The detector flags every -ly word in the text, excluding a stoplist of -ly words that aren't adverbs (family, lovely, jelly, etc.).

Adverb rate is the percentage of words that are adverbs. Hemingway-style writing keeps the rate below 4%; tight ad copy often stays under 2%.

Strict mode adds a check that the word has an adjective stem — fewer false positives but may miss neologisms.

FAQs

Why are adverbs considered weak writing?

Stephen King's rule: "The road to hell is paved with adverbs." They're a sign you chose a weak verb that needed propping up. "Ran quickly" → "sprinted".

What about non-adverb -ly words?

Family, lovely, jelly, etc. — these are excluded from the count. Enable strict mode for tighter detection at the risk of missing neologisms.

What's a good adverb rate?

Under 4% for tight prose. Under 2% for ad copy.
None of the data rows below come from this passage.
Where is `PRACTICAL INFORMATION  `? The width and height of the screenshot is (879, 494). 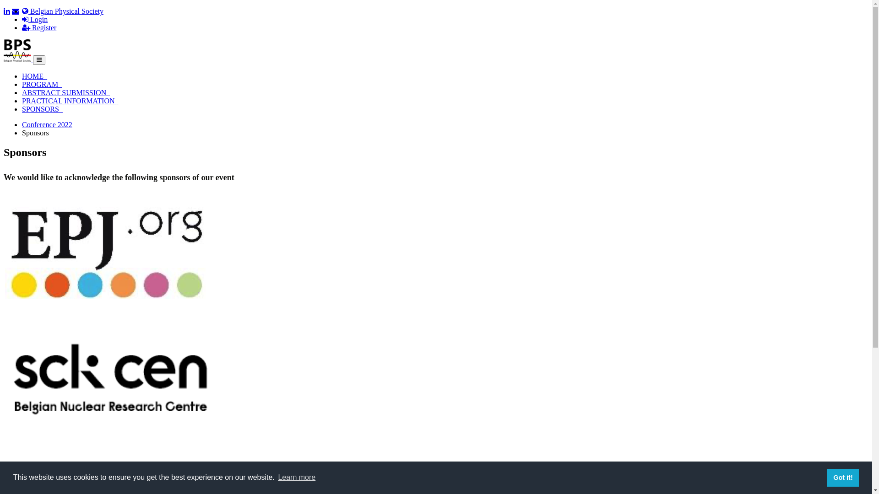
PRACTICAL INFORMATION   is located at coordinates (70, 101).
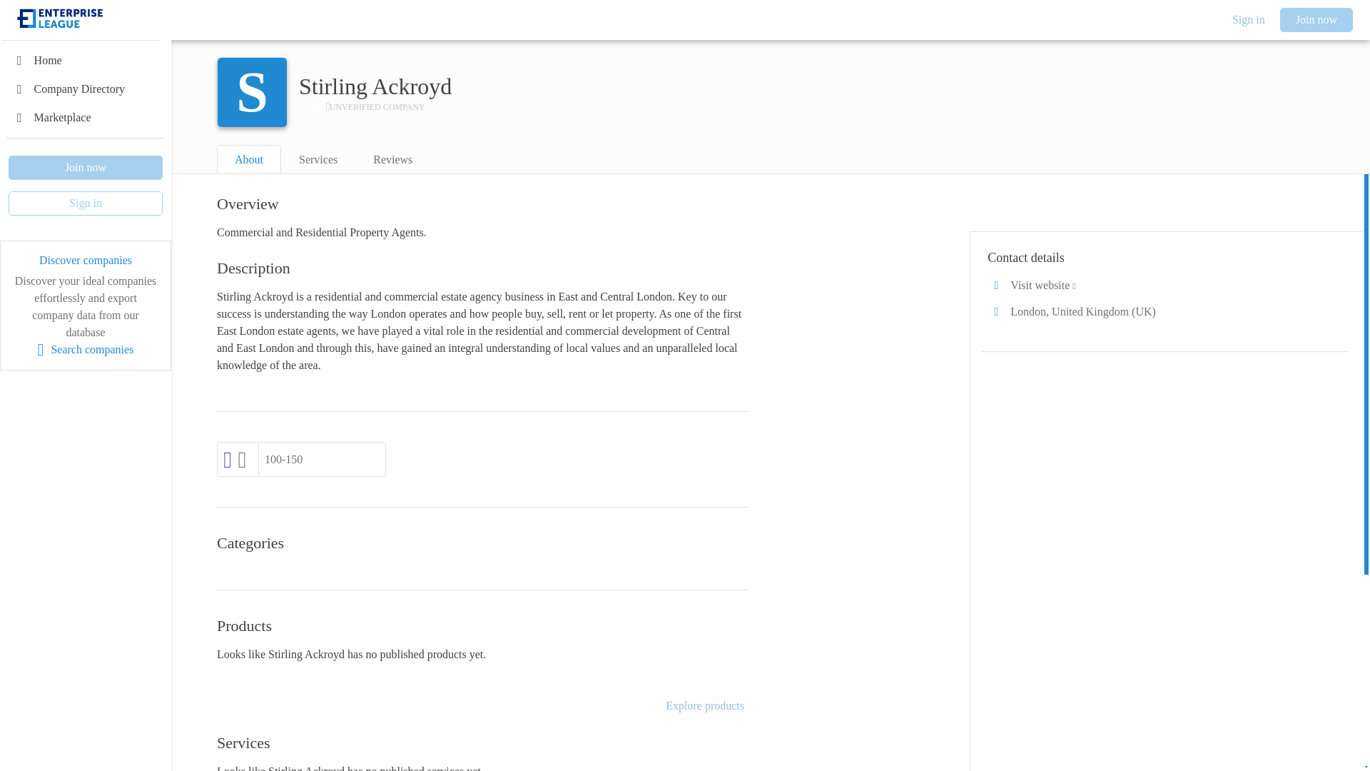 The image size is (1370, 771). I want to click on Explore products, so click(705, 706).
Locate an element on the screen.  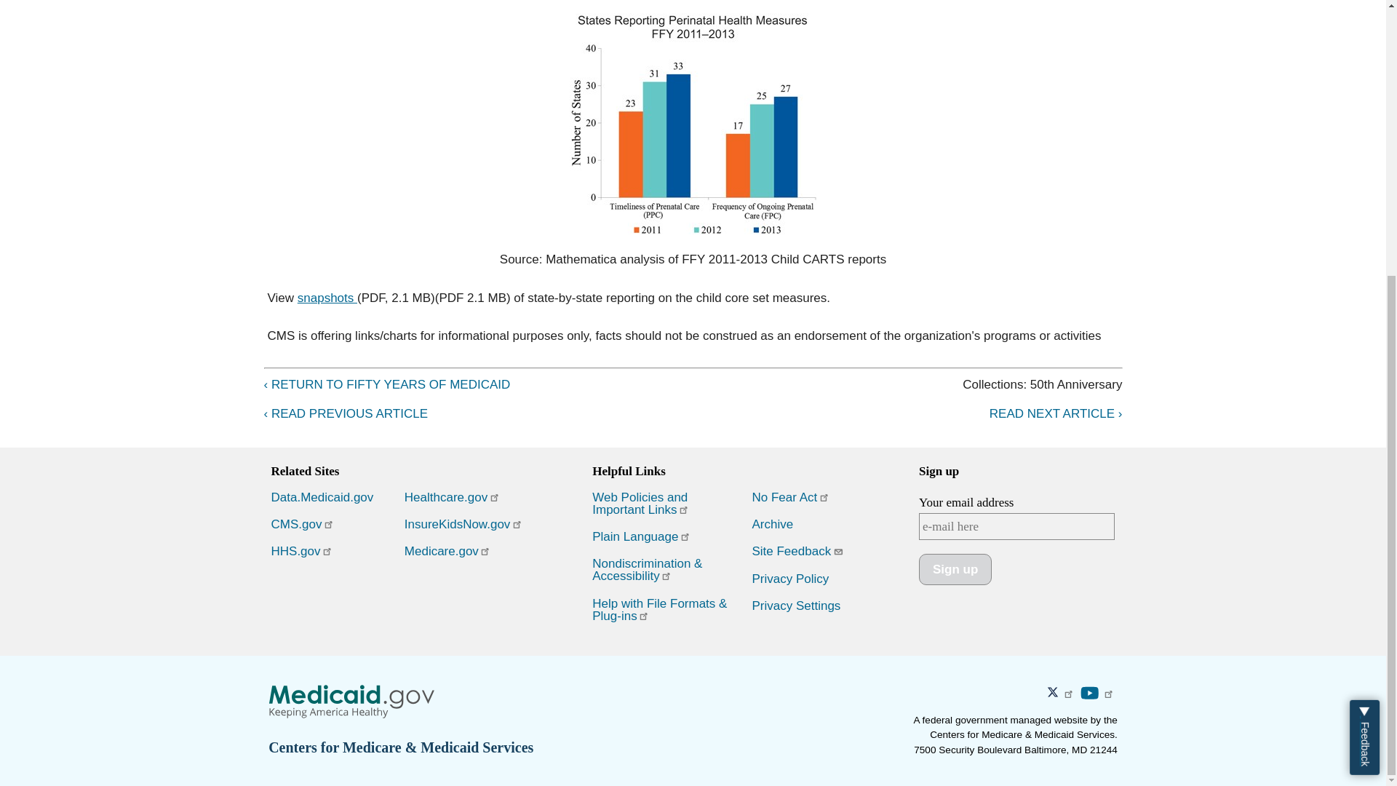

Some genres (literary fiction) tolerate higher rates by design.

Worked example

Input

"She quickly opened the door and softly whispered her name."

Output

2 adverbs in 9 words (22% adverb rate) — heavy.

"Quickly" and "softly" both weaken stronger verb choices. "She flung the door open and whispered her name" reads tighter and more vivid.

Common pitfalls

  • Many -ly words aren't adverbs (family, lovely, jelly) — strict mode helps but isn't foolproof.
  • Some adverbs are essential ("quickly noted", "rapidly evolving") — don't cut them mechanically.
  • Manner adverbs paired with weak verbs are the prime targets; sentence adverbs ("however", "additionally") often stay.
  • Dialogue tags ("she whispered softly") are common offenders — "she whispered" usually suffices.